Brooks is wrong, FINALLY!

Posted: August 4th, 2008 | Author: | Filed under: Economics, Foreign Policy, Politics | Tags: , , | 1 Comment »

For the last seven years (as long as I’ve been writing opinions pieces), I’ve had a grudging respect for the genius of David Brooks, referencing him in several columns and linking to him from most of the posts on this and previous blogs. That’s odd, because Brooks is a classic Burkean conservative, and I’m a pretty unabashed liberal, and most of the time I disagree with his policy proposals. What I like about Brooks is his social and cultural approach to political subjects, his explanation of elections and geostrategy through technological change or class hierarchies. He’s asking the questions I want to be asking, and even if we come up with different answers, our differences are matters of values, not a sign that one of us is more right than the other.

His most recent column, however, breaks the mold. For the first time in years, I think David Brooks is wrong and I feel like a cross between the child who finds out his parents aren’t superheroes after all and the proverbial martial arts student who defeats his master in one-on-one combat.

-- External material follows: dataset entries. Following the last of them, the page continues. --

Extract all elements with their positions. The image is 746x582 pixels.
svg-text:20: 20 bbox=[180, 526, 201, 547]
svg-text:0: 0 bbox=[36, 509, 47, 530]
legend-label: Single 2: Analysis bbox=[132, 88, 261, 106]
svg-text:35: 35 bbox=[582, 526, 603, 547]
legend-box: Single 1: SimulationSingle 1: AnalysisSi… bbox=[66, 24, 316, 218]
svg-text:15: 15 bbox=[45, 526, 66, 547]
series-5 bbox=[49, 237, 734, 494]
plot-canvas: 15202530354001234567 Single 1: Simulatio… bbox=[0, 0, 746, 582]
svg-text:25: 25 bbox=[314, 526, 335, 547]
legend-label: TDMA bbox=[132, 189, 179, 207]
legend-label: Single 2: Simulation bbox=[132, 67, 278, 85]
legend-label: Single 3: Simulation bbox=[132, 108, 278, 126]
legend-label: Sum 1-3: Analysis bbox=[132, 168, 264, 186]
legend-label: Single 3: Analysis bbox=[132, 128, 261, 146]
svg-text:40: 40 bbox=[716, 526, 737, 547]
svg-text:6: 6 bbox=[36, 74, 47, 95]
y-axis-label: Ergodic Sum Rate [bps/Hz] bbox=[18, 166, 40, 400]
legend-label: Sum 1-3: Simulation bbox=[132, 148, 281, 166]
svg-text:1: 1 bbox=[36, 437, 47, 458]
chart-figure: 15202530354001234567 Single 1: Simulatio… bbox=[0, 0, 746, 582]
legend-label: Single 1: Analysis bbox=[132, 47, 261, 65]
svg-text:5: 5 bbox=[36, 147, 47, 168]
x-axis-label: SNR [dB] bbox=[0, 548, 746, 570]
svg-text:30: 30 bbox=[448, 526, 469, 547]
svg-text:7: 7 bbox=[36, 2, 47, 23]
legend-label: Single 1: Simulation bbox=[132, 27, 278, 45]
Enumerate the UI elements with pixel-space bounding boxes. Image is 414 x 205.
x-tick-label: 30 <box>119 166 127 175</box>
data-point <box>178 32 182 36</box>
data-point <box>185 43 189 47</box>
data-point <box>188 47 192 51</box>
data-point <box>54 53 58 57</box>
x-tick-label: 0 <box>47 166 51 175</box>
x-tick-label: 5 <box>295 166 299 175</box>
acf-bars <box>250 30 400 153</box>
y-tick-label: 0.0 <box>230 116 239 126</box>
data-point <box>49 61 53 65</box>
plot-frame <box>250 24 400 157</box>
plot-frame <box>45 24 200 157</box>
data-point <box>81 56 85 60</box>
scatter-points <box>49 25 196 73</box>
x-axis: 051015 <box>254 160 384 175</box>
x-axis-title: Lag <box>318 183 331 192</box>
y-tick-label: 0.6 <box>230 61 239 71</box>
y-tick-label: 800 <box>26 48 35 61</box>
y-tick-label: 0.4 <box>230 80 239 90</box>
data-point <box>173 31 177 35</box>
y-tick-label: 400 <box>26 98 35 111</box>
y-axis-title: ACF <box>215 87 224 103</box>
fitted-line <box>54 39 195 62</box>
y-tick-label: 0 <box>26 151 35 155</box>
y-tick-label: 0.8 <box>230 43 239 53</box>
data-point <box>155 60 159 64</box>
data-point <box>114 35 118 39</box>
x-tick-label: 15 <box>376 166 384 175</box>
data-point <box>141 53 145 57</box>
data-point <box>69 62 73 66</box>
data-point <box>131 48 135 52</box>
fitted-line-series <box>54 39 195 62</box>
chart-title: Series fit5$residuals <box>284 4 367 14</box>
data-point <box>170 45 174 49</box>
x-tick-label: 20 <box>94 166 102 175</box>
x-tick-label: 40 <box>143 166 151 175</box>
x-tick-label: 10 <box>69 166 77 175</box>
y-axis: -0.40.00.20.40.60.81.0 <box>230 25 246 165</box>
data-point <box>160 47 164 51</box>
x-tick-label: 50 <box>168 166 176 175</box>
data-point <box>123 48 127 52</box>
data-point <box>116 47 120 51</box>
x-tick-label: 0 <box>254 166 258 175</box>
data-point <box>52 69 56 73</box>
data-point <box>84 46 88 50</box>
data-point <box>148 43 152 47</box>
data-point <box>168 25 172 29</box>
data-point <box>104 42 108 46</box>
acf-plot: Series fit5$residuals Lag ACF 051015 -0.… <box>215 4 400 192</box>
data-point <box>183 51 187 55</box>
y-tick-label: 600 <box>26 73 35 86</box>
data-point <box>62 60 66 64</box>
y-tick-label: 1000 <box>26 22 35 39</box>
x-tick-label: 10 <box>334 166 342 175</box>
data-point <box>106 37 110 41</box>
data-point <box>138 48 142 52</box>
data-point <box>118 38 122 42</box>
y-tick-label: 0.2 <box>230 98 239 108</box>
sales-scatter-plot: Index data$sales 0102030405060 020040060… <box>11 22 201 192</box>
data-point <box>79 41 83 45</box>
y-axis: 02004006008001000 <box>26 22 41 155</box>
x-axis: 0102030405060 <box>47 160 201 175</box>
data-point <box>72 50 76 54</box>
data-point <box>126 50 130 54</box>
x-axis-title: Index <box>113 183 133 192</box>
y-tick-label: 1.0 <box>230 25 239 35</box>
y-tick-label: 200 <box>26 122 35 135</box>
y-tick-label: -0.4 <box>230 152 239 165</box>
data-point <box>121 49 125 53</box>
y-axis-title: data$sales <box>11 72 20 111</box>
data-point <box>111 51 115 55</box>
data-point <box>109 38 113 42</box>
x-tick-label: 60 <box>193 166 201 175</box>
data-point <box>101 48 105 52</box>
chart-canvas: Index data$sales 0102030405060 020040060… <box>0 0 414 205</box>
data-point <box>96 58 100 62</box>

Brooks wrote on Friday about the rise of a multipolar world. America’s demise as THE single superpower will not usher in the rule of China, or India or Brazil or even a consortium like the EU, but the rule of nobody and everybody. To Brooks, this means we are doomed to anarchy, because any one power has the ability to cripple the international process–witness the collapse of the Doha talks and the lack of action on Darfur. He seems to think that the international process and international institutions depend upon the ability of a few (Perm5, G8 etc) players to keep everyone in line.

In fact, the opposite is true. Yes, the world has gone multipolar. Not in the sense that all powers have suddenly become equally powerless, but in the sense that different kinds of power are focused in different places. Technological power is centered on both sides of the Pacific; military power in America, China, Russia, and Israel; economic power in India, China, Brazil and if they get their act together the EU, political power in China, Russia, and the OPEC countries etc.

But instead of yielding a world in which no country can exercise whatever kind of power it’s got, the multipolar age means every country has an increased vested interest in the international process TO exercise that power. When you only control one small niche, and when that niche is part of so many global relationships (India’s economic power is all linked up with the technological power of Silicon Valley, for example), you NEED the international process to make your power valuable. The problem with our current international institutions is that their hierarchical setup isn’t suited to multipolar power dynamics. The P5 or G8 nations are unrepresentative of today’s power dynamics, but simply adding more countries (or bringing EVERYONE to the table, a la Doha) is inefficient.

Instead, imagine a United Nations with 3 or 4 possible Security Councils. Depending on the resolution up for debate, a different Council would be in session, allowing say Brazil to trump Russia if the topic is trade, but Russia to trump Brazil when the topic is disarmament. Just as individuals are dividing up their world in more niches as technology allows, so the international process can become more issue focused, allowing many powers to become the central pole of their own niche.